What? Well, that's what he thought he said, and he could feel the vibrations in his throat to make the noise, but his ears heard nothing. In fact, they heard nothing at all. Not a whisper, not his feet scuffling against the ground, not even his hitched breath. It was completely, utterly, and totally silent. If that wasn't the worst of it, the fact that he was alone didn't help the fact. His next reaction was to look at his side for the people he entered the cave with, but likewise they were gone. There was only silence and himself under the dome. He spun around wildly trying to find anything, anyone, fast enough that the force threw himself into the ground.

Stones rose up to meet his knees as he silently bashed them against the ground. It made nothing of a sound, even the shouts of pain died in his throat. He shouted Rilien's name in an effort to pierce the quiet veil, but nothing. He acutely aware that he was alone. Wherever Rilien, Lucien, and Sophia were, they were not here. He needed to find them, to cast off the silence. He pounded the ground with his fist, and when no thump was forthcoming only the pain in his hand he stopped. That was something, at least. He pinched the side of his cheek, confirming that he could, indeed, still feel. Good, that was good. It wasn't perfect, but it was progress. He couldn't hear, but he could feel. Collecting the rest of his senses, he inhaled deeply, noting the scent of moist stones, dust, and other smells of the wild.

Right. He could feel and smell, he was not completely without his senses. But the silence and loneliness was so overpowering, he could feel himself losing his mind. He tried to make a quip to himself, but likewise his voice fell on deaf ears and his face darkened. He needed to find someone-- anyone. To that end, Ashton threw himself to his feet and took out his bow and an arrow. He nocked it in one fluid movement, sourly missing the twang of the string. He inhaled deeply one last time, closing his eyes as he did. As he exhaled, any evidence of the everpresent smile on his face died, leaving only the skeletal remains of the hunter. The spark in his eyes died, and his brows furrowed, his shoulders hitched.

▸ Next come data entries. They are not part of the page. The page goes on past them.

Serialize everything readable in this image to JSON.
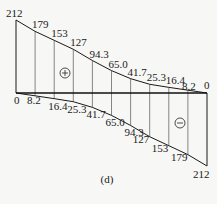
{
  "diagram": {
    "caption": "(d)",
    "positive_sign": "+",
    "negative_sign": "−",
    "positive_values": [
      "212",
      "179",
      "153",
      "127",
      "94.3",
      "65.0",
      "41.7",
      "25.3",
      "16.4",
      "8.2",
      "0"
    ],
    "negative_values": [
      "0",
      "8.2",
      "16.4",
      "25.3",
      "41.7",
      "65.0",
      "94.3",
      "127",
      "153",
      "179",
      "212"
    ],
    "positive_numeric": [
      212,
      179,
      153,
      127,
      94.3,
      65.0,
      41.7,
      25.3,
      16.4,
      8.2,
      0
    ],
    "negative_numeric": [
      0,
      8.2,
      16.4,
      25.3,
      41.7,
      65.0,
      94.3,
      127,
      153,
      179,
      212
    ],
    "colors": {
      "line": "#1a1a1a",
      "background": "#f7f7f5"
    }
  }
}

This soundless environment made hunting ten-times more difficult. He relied on his ears as much as his eyes, but now he couldn't hear his quarry sneak up behind him, he couldn't determine the direction of anything. He was, effectively, running off of instinct. He had hoped to never be put in this position again, thrust into the wilderness with no one at his side. Except this time it was worse. He had no idea where his friends were nor even if they still lived-- he forced that thought out of his mind. Thought like that would throw him into the pits of insanity faster than any silence would. So he did just that, he forced everything out of his mind but his sight. He looked forward, darting toward the exit. He kept his bow half-taut part for the sense of resistance it provided, and part for defense.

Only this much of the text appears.